Oh, and one more thing, I guess this means that Saudi Arabia has not bought into the United Nations and Far Leftwing concept of a borderless world.

Posted in Africa, Muslim refugees | 4 Comments »

Comment worth noting: Mr. Parker sure is persistent!

Posted by acorcoran on November 30, 2009

Mr. Ralph Parker is a refugee resettlement volunteer in the Atlanta area who has written to us on several occasions.  Most recently, here, he suggests that we need more “balance”* in our reporting on refugees.  So, with a smile at Mr. Parker’s persistence, below is a Thanksgiving letter from a Bhutanese refugee, a friend of Mr. Parker’s, and a man grateful to be in America and one who will likely succeed.   Mr. Parker thought our readers would enjoy seeing it.

Dear Friends,

It is a THANKSGIVING time and a happy time.

In recent months, many great citizens of this country were involved in helping our Bhutanese people in our transformation process to this new way of life. It is totally different to the way we are brought up and raised.

Take my family, for example. They know manual work, not like high technology work here. We know how to plough the fields using a big bull but not a tractor or the one shown in [children's TV program] Bob the Builder.

We came to this land where human rights and democracy are respected.
After my arrival, I realized that I can wear the clothes of my own choice and can eat the food of my habits. I can speak freely and write freely and can have a lawyer in the court house in one’s defense. What a free world.

My dad used to pay fees for having a radio in my house and that was a source of great entertainment. Few lucky ones used to own this, also. Here everyone has their own TV, computer and wristwatch.

We were never exposed to the greater world… and came from a bamboo hut to a beautiful furnished house where heating and cooling device is under your control. No more running to the muddy rivers. Boy! Clothes can be washed within a few hours.

Yet every evening you go and talk to my friends: they are nervous.
Smoke alarm is beeping. Someone tried to warm a boiled egg in the microwave and there was a big bang. Three people came and robbed our cash, showing a gun. A Bhutanese guy was in a dumpster [to recycle some items], and the pickup truck came. The guy’s friend saw [the situation] yet couldn’t explain in English to the driver that a man was in the dumpster. The driver kept loading the dumpster until, the friend knocked on the door of the truck and pointed to the dumpster. The driver finally understand, and the man’s life was saved.

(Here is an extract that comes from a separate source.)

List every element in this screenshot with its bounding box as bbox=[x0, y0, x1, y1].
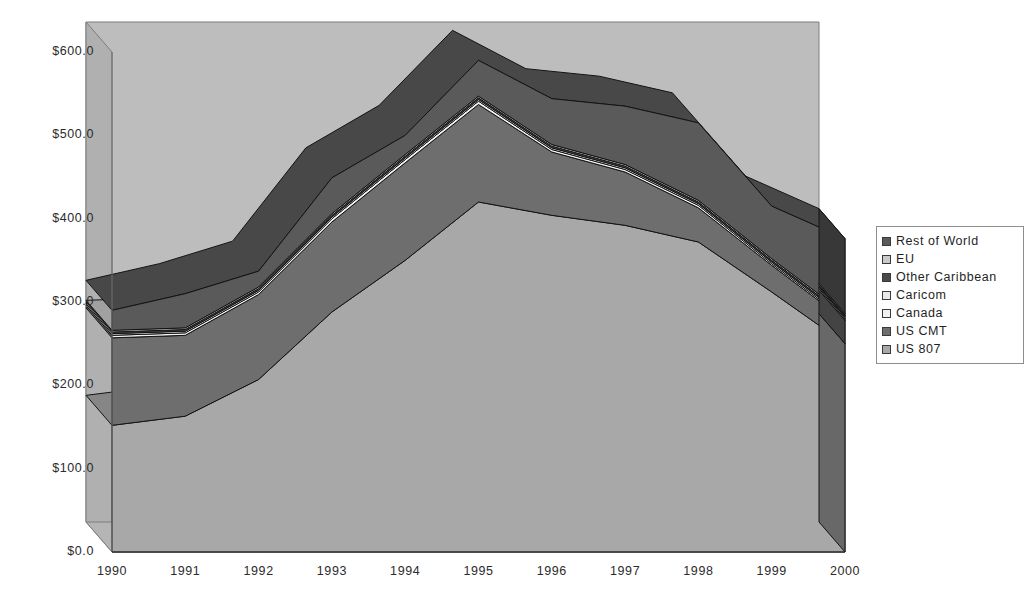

Cold was the greatest danger for us.
Back in refugee camps, the temperature was always hot. People reached Atlanta with NO warm clothes. Children and older people were the victims, especially. And several HEROS OF MANKIND jumped in and started helping our people. There were child volunteers, young volunteers, old volunteers, female volunteers, male volunteers, and of all colors. No one asked me, What is your race?

There are thousand of such stories and a reality. Now things are getting better. Yet this transformation process definitely will take a long time, and your help and support is always needed.

American citizens are great and now we have to learn this culture too.
I have the pictures of all the volunteers in my memory of my heart. Your love and kindness. Your hard work, time and dedication to improve the living conditions by using your talents is a greatest gift for us. Several projects have began to support us. God, please protect this great people.

Today Tulasi is with his family for Thanksgiving and would like to thank each of you with greatest respect for your support for me, my family and my community.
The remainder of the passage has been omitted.